Search for crossword answers and clues

Answer for the clue "A female bartender ", 7 letters:
barmaid

Alternative clues for the word barmaid

Word definitions for barmaid in dictionaries

Douglas Harper's Etymology Dictionary Word definitions in Douglas Harper's Etymology Dictionary
1650s, from bar (n.2) + maid .

The Collaborative International Dictionary Word definitions in The Collaborative International Dictionary
Barmaid \Bar"maid`\, n. A girl or woman who attends the customers of a bar, as in a tavern or beershop. A bouncing barmaid. --W. Irving.

Longman Dictionary of Contemporary English Word definitions in Longman Dictionary of Contemporary English
noun EXAMPLES FROM CORPUS ▪ As he was waiting for the barmaid to pour the drinks, Dexter could not resist temptation. ▪ As the audience are too preoccupied to buy any drinks, the barman and five barmaids dance on the bar throughout. ▪ Crilly gets a job ...

Wikipedia Word definitions in Wikipedia
Redirect Bartender

Usage examples of barmaid.

House to house enquiries of landlords, barmaids and potmen made by police.

On flute now, the soloist sang, hummed and grunted as he blew, spurring himself along with intermittent shouts and hollers which raised the temperature of the playing to the point that one or two of the audience began drumming on their tabletops and the barmaid set aside her crossword puzzle in favour of polishing glasses.

Never mind that drunken song and laughter and the squealing shrieks of pinched barmaids would naturally defeat his best effort.

As soon as the ship docked in Caracas they went over the hill and lived off the proceeds of a barmaid, an Armenian refugee named Zenobia, sleeping with her on alternate nights, for two months.

Bred to patience - a barmaid since age thirteen - she had cultivated and perfected a vast cowlike calm which served her now in good stead among the drunkenness, sex for sale and general fatuousness of the bierhalle.

A barmaid in satin top and shorts, her visible skin showing a stitchwork of granular tumors, came over to the booth.

It was one of the things that had attracted him to Olga and, before that, to Tapper Sugg and the barmaid at the Cat and Carthorse just over the hill.

Louise thought, obscurely, that intolerance to noise did not go hand in hand with taking pleasure in the company of barmaids, for bars were not quiet places, and how did you get friendly with a barmaid unless you met her in her place of work?

Lesley herself had no record with the police, but a priggish, psychopathic murderer might have labelled her and all barmaids as sluts, if not prostitutes.

And now, years later, other bodies had been discovered, battered barmaids in towns where he had lived, and finally the one in Sheffield which, after tests, had been identified as Rene.

Suddenly, he wished he was back in Waterholm, sitting in a pub and flirting with barmaids, his only worry whether Rayner would be in a good mood today.

What he cannot work out is how the reputation of barmaids colours his reaction.

It is not a place which Mackintosh visits frequently: he dislikes pubs which have juke boxes and where there are no barmaids to admire.

Immediately, two barmaids appeared, eager to take his order and his money.

Three Boars, felt faint, and went into the bar for a glass of brandy, and so were able to see if both the barmaids were on duty?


**Your instructions:** Exact copy, no pictures: return only the lines below from the line with "Plot <b>man</b> region." up to and including the line with "Draw a box around man.".

**Data for processing:**
Start of Block

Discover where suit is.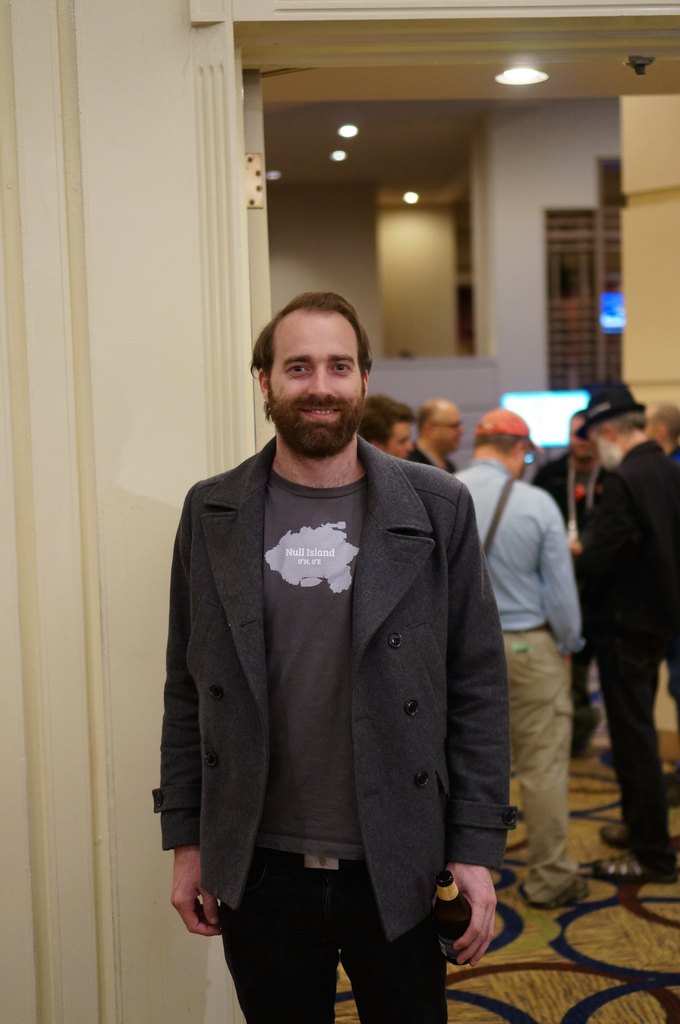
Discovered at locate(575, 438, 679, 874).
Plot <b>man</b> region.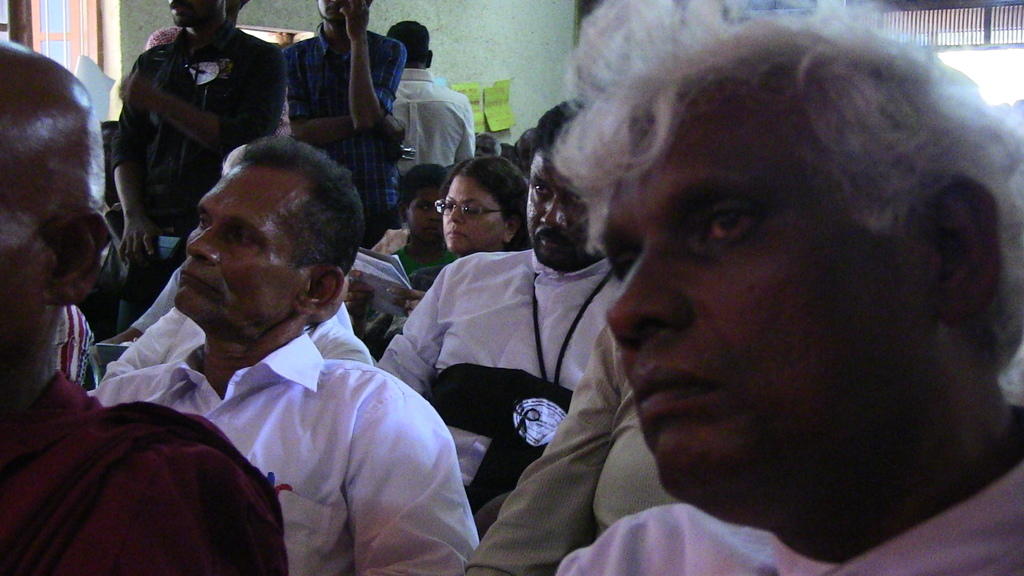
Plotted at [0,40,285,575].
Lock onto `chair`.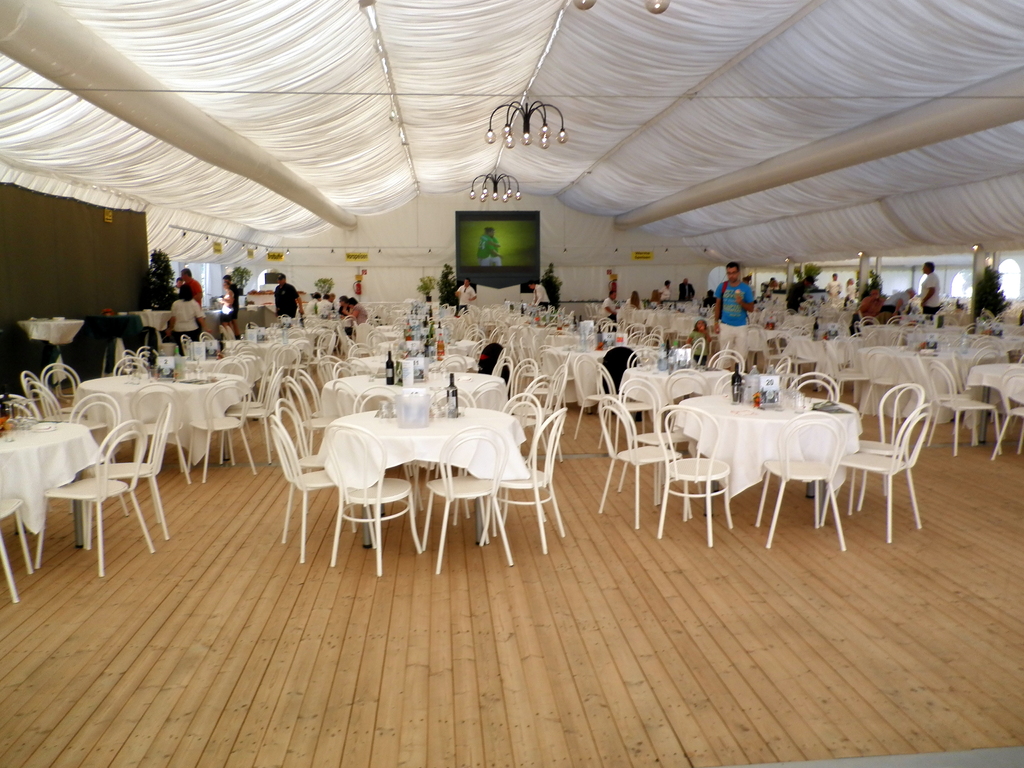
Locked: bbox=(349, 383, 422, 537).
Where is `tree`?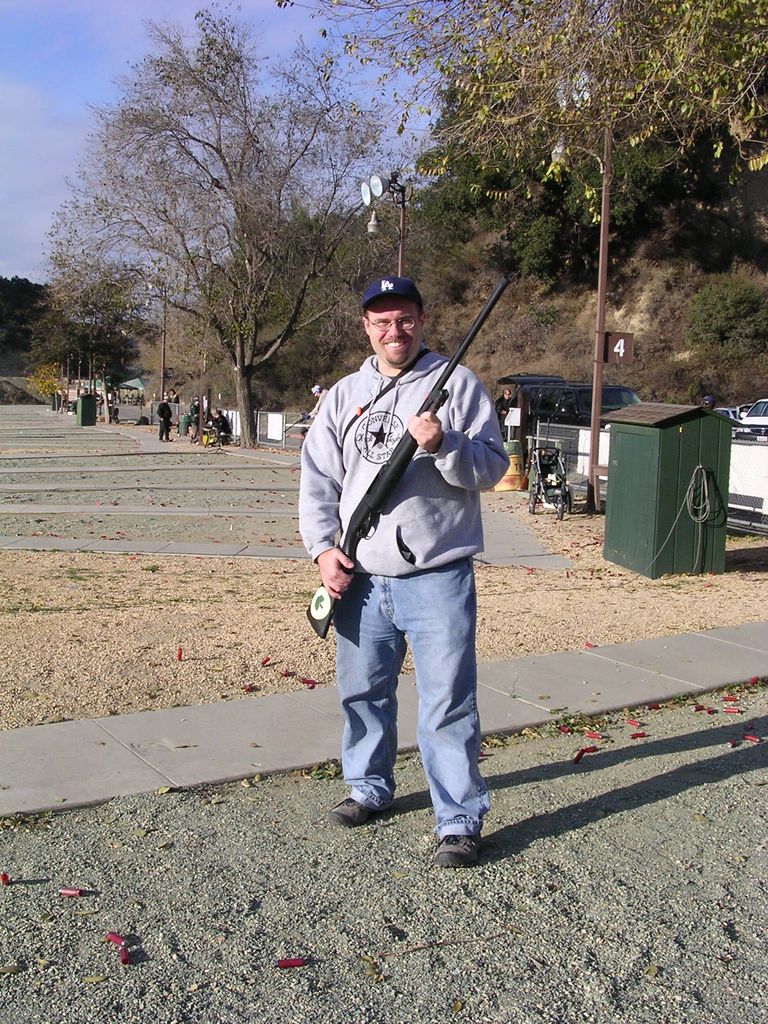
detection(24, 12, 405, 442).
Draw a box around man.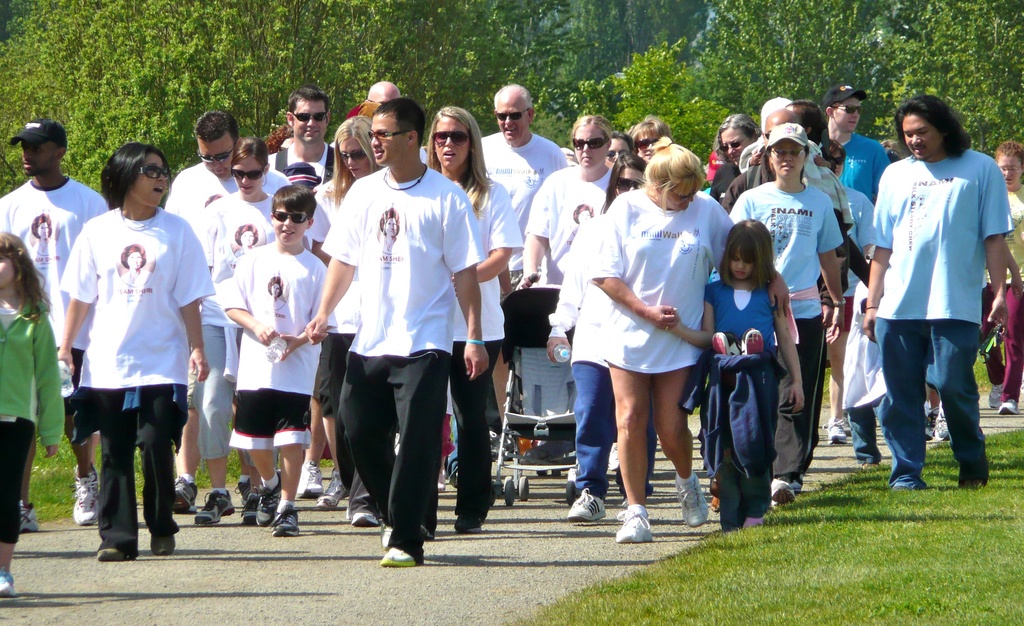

End of Block
Start of Block

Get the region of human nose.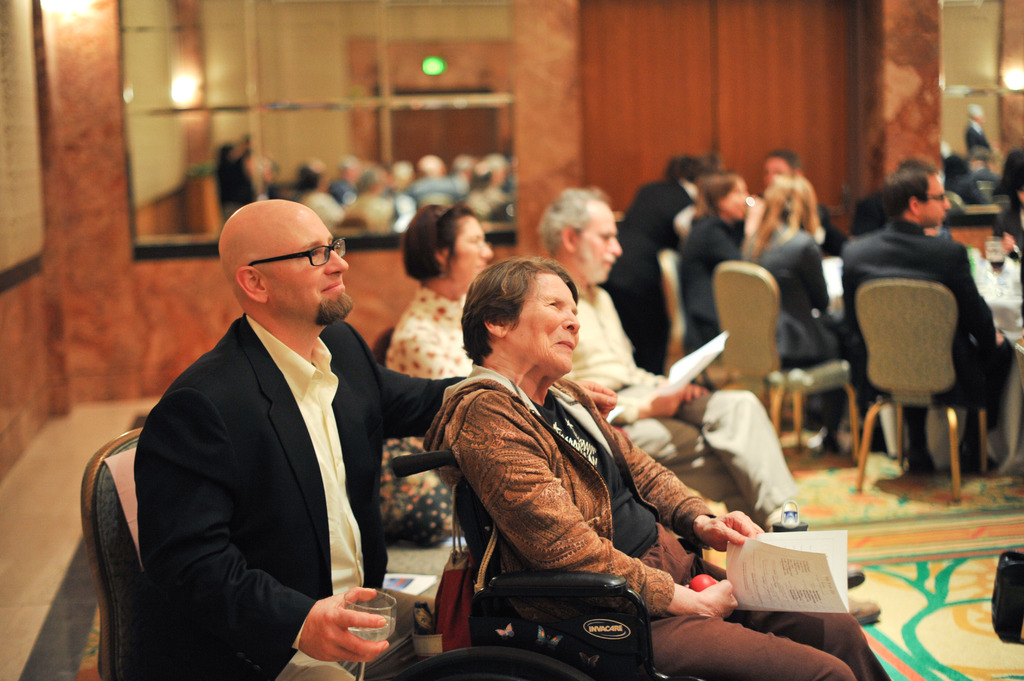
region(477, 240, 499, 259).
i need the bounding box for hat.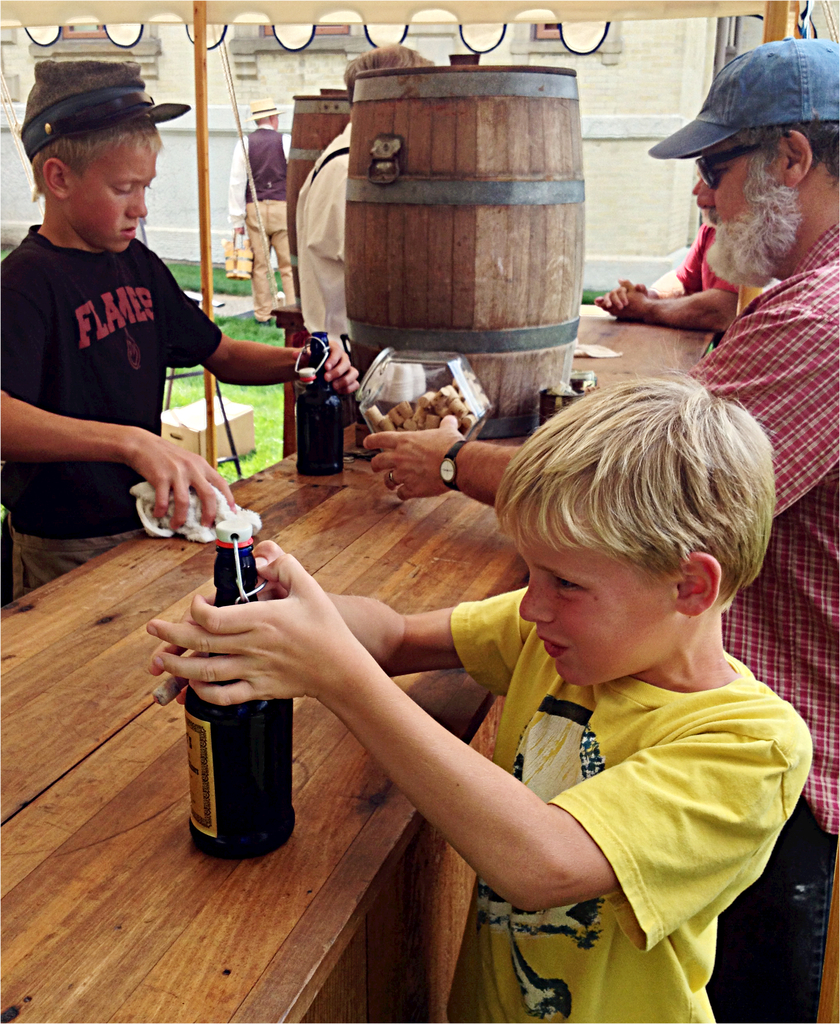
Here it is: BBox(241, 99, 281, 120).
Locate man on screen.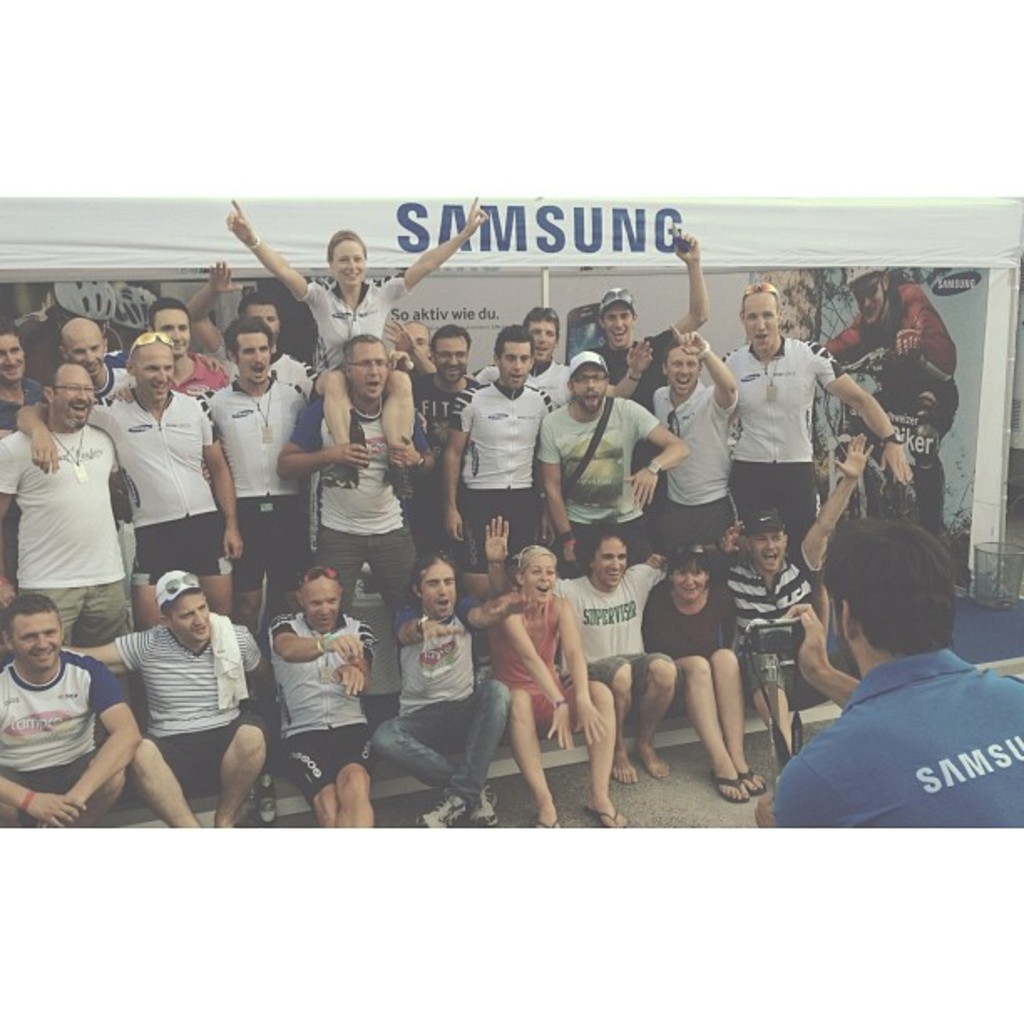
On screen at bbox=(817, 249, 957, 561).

End of Block

**Output:**
Plot <b>man</b> region.
Plotted at [0,40,285,575].
Lock onto `chair`.
Locked: bbox=(349, 383, 422, 537).
Where is `tree`?
detection(24, 12, 405, 442).
Draw a box around man.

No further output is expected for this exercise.